Slightly after one an ambulance pulled up without its siren, and the crew unloaded a peaceful-looking girl in her early twenties who was in a deep sleep approaching coma. Ingestion. The usual, as I found out: twelve aspirins, two Seconals, three Libriums, and a handful of vitamin tablets. All of these drugs, except maybe the vitamins, could be dangerous — especially Seconal, a sleeping pill — but you had to take quite a few of them if you were really serious. Otherwise it was only a gesture, a childish cry for attention within the social fabric of the individual’s life; the usual ingestion case is a young woman lost in the unreal world of True Romance magazine. I could be interested and sympathetic, but not in my state; I was so tired that any sense of empathy had long since dissolved into irritation. How could this stupid girl pull such a stunt so late on a Saturday night? Why couldn’t she throw her little show on Tuesday morning?
As they always did, several members of the family and some friends arrived shortly after the ambulance. They stayed in the waiting room, nervously talking and smoking. I looked down at the girl sleeping on the table. Then, putting my hand on her chin, I forcibly shook her head and called her by her first name, Carol. The eyes opened slowly, so that only half the pupils were showing, and she whimpered, “Tommy.”
“Tommy, shit.” Irritation became anger as my exhaustion and hostility sought expression and won. I ordered some ipecac from the nurse and decided to pump her out. The pumping-out procedure was no bargain for either of us, but I wanted to make her remember the ER. Besides, I knew that when I called her private doctor he would ask what I had gotten out of her stomach.
An ingestion stomach tube is half an inch in diameter. After cranking her into a sitting position, I crammed one down her throat, through her left nostril. Her eyes suddenly shot open all the way as she retched and struggled to get free of the attendants holding her. She vomited a little around the tube as I pushed it farther down into her stomach, and then everything in her stomach came up, including an undissolved Seconal and a portion of one of the Librium capsules. When I pulled the tube out, what remained came with it. A few minutes later the ipecac took effect, causing her to vomit again and again, even though her stomach was empty. By now Tommy had joined the others in the waiting room. Perhaps he also wanted some ipecac, so as to play a full role in this melodramatic event.
After sending up a blood sample to see if the aspirin had changed the acidity of the blood, and finding out that it hadn’t, I called Carol’s doctor. I told him what she had taken and that, aside from being sleepy, she was all right now, nicely tranquilized.
“What did you get when you pumped her out?”
“One Seconal, bits of Librium, not much else.”
“Fine, Peters, good work.
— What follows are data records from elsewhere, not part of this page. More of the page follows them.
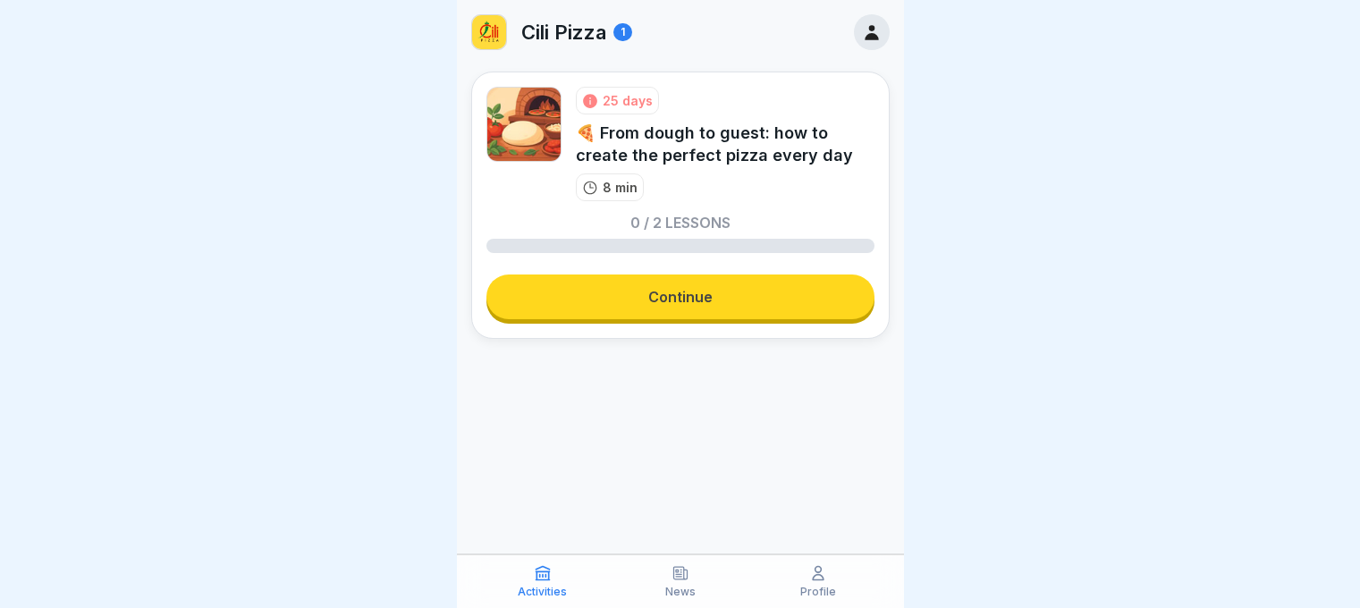 The height and width of the screenshot is (608, 1360). Describe the element at coordinates (489, 32) in the screenshot. I see `img: cili_pizza.png` at that location.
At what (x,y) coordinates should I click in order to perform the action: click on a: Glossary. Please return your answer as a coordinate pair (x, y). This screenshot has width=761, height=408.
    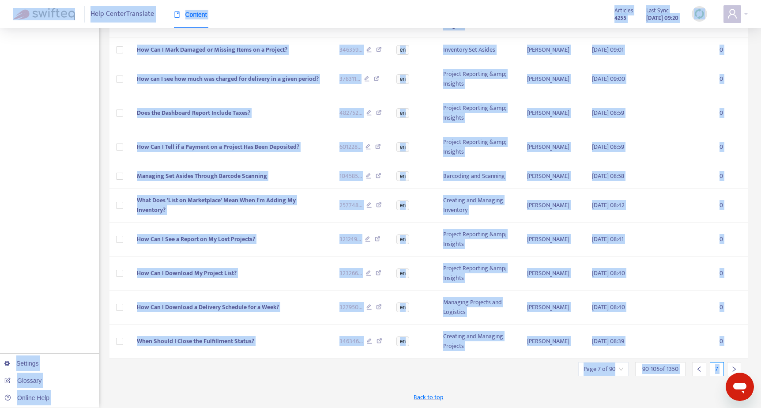
    Looking at the image, I should click on (23, 380).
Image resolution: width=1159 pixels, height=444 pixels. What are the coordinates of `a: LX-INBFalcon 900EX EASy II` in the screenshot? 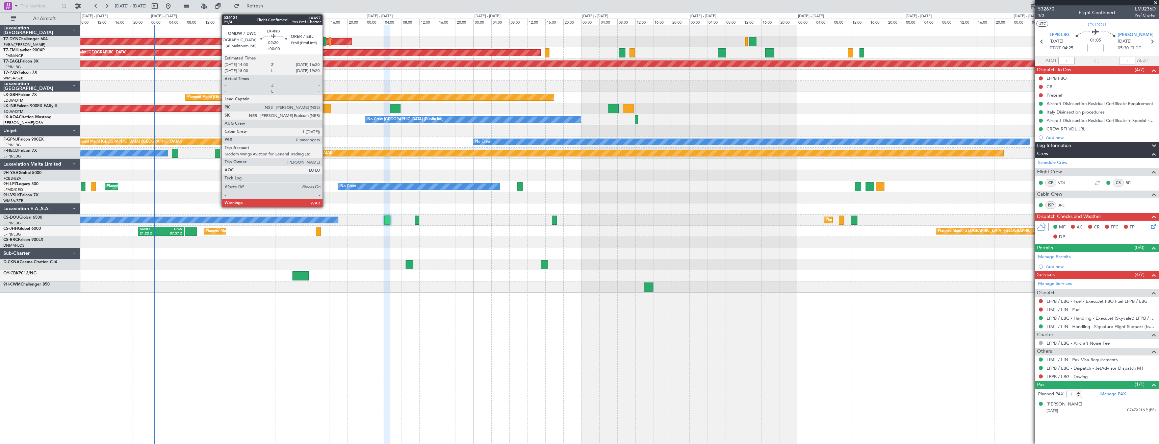 It's located at (30, 106).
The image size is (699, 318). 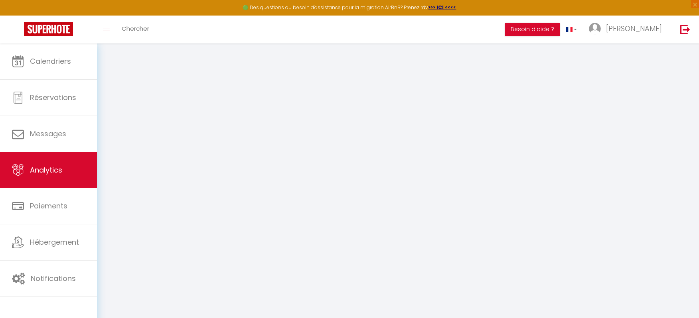 What do you see at coordinates (48, 134) in the screenshot?
I see `span: Messages` at bounding box center [48, 134].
Send her home, and tell her father to call me on Monday.”
Soon after that Carol was taken home, in all her glory, covered with vomitus. I never questioned my harsh attitude toward her, not after eighteen hours in the ER, and, while I’m not proud of it now, that’s the way it was.
Back around midnight a new shift of nurses had come on. It was now two, and I was really sagging, but the new nurses were a clean and spirited bunch, displaying remarkable agility and garrulousness for that time of night. The contrast made me feel even lousier, like a silhouette. And the next patient didn’t help. Her chart read, “Depressed, difficulty breathing.”